An international astronomy team on Thursday gave the world its first glimpse of the supermassive black hole at the center of our Milky Way galaxy — a glowing ring of light with three bright spots and a mass that is 4 million times that of the Sun.
The image of the previously unseeable black hole was captured by the Event Horizon Telescope, an international organization of more than 200 researchers and engineers linking eight major radio observatories on four continents into one virtual, Earth-sized telescope with a profound degree of angular resolution.
Scientists say the colorized image is "the first direct visual evidence" of the black hole known as Sagittarius A* at the heart of our galaxy about 27,000 light years from Earth — one light year equals 9.5 trillion kilometers (5.9 trillion miles). Their work was published in a special issue of The Astrophysical Journal Letters.
“We were stunned by how well the size of the ring agreed with predictions from Einstein’s theory of general relativity," said EHT's project scientist Geoffrey Bower, a research scientist with the Academia Sinica Institute of Astronomy and Astrophysics, or ASIAA.
"These unprecedented observations have greatly improved our understanding of what happens at the very center of our galaxy, and offer new insights on how these giant black holes interact with their surroundings," he said.
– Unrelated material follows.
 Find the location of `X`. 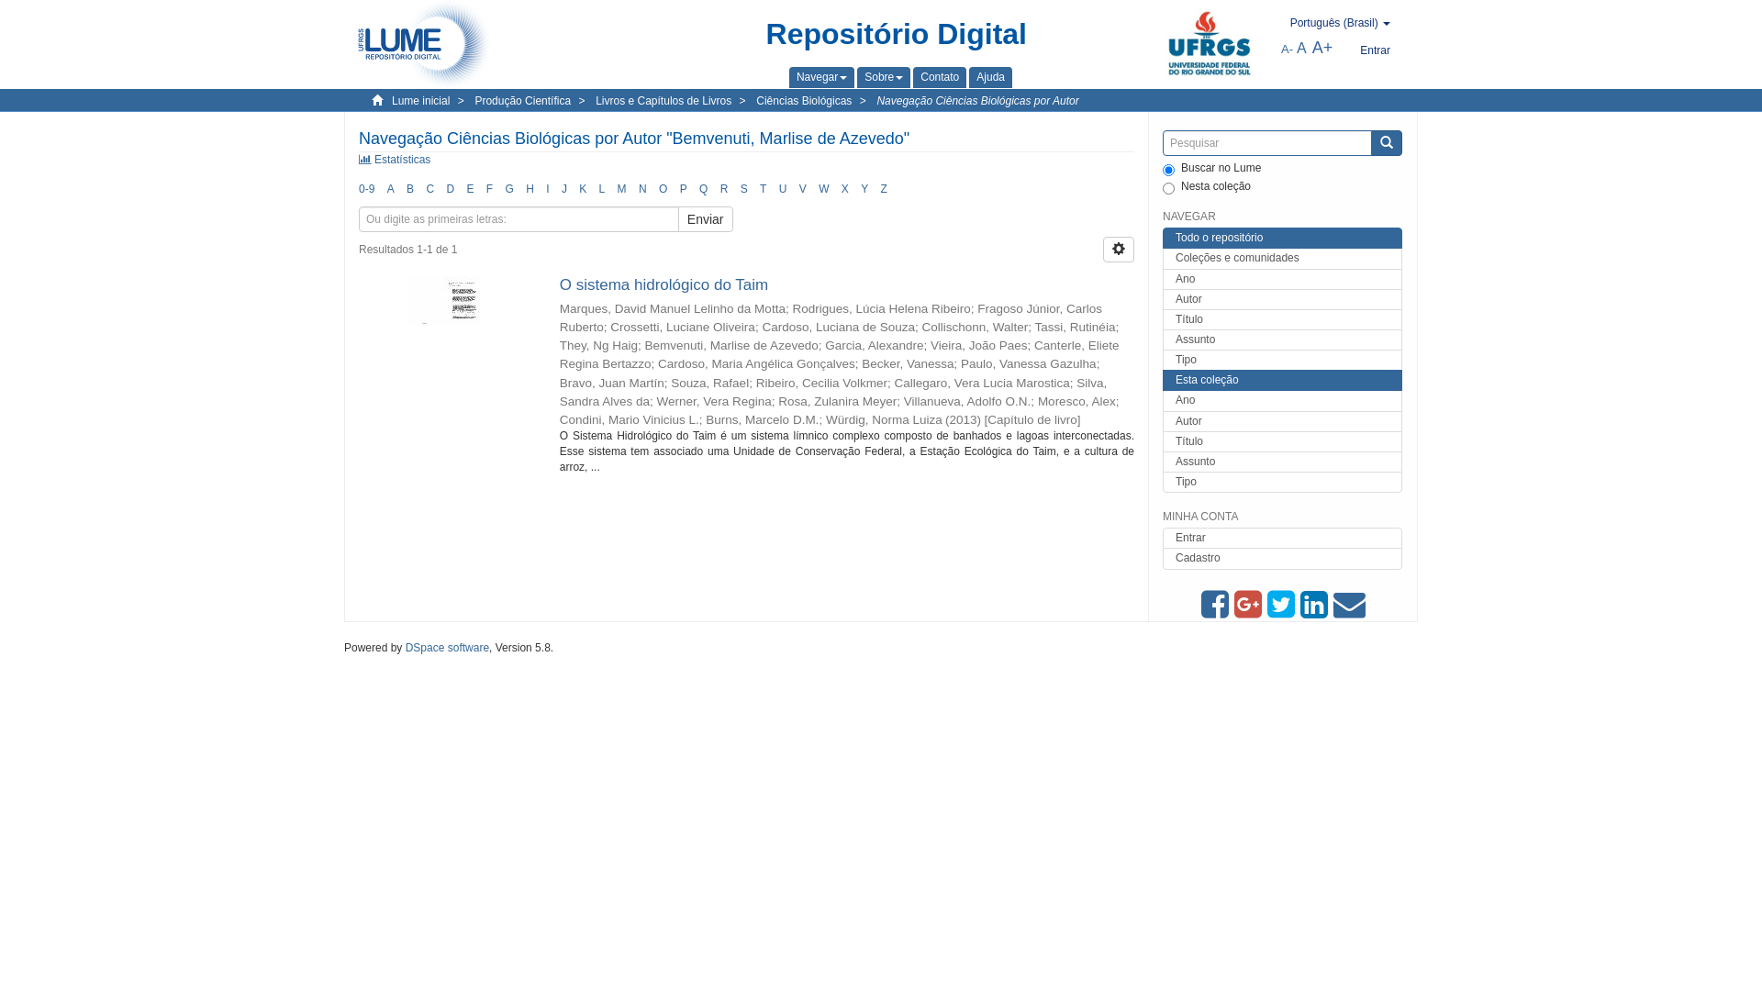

In 2019, the same organization saw and photographed a supermassive black hole for the first time. That black hole has a mass 6.5 billion times greater than the Sun. It was found at the heart of Messier 87, a massive galaxy in the Virgo galaxy cluster, about 55 million light years away.
The centers of all galaxies are thought to have supermassive black holes, places that are difficult to photograph because they are completely dark and light and matter cannot escape.
The one in our galaxy "appears to us to have about the same size in the sky as a donut on the Moon," EHT said, and was observed by capturing images of it for hours at a time on multiple nights "similar to using a long exposure time on a camera."
Compare and contrast
The black holes in our galaxy and in Messier 87 look similar even though their masses are different and the galaxies differ. "This tells us that general relativity governs these objects up close, and any differences we see further away must be due to differences in the material that surrounds the black holes," said Sera Markoff, a theoretical astrophysics professor at the University of Amsterdam who co-chairs EHT's Science Council.
Albert Einstein’s 1915 theory of general relativity, a major tenet of modern physics, explains the force of gravity as the result of massive objects changing or curving the geometry of space-time. It expanded on his theory of special relativity a decade earlier that argued space and time are inextricably linked.
Even though the black hole in our galaxy is much closer to Earth, getting an image of it was much harder to do than gaining a photograph of the one in Messier 87, according to Chi-kwan Chan, an EHT scientist and associate research professor at the University of Arizona.
That is because the gas in the vicinity of the black holes moves at the same speed — almost as fast as light — but in the much smaller one in our galaxy, it takes only minutes to orbit as opposed to days or weeks in the one in Messier 87, he said. As a result, the brightness and pattern of the gas around the black hole in our galaxy changed rapidly while EHT observed it, he added, and was a bit like “trying to take a clear picture of a puppy quickly chasing its tail.”
Having images of two black holes from the different galaxies also gives scientists an exciting opportunity to compare and contrast, according to EHT.
“We have images for two black holes — one at the large end and one at the small end of supermassive black holes in the Universe — so we can go a lot further in testing how gravity behaves in these extreme environments than ever before," said Keiichi Asada, and EHT scientist and associate research fellow at ASIAA.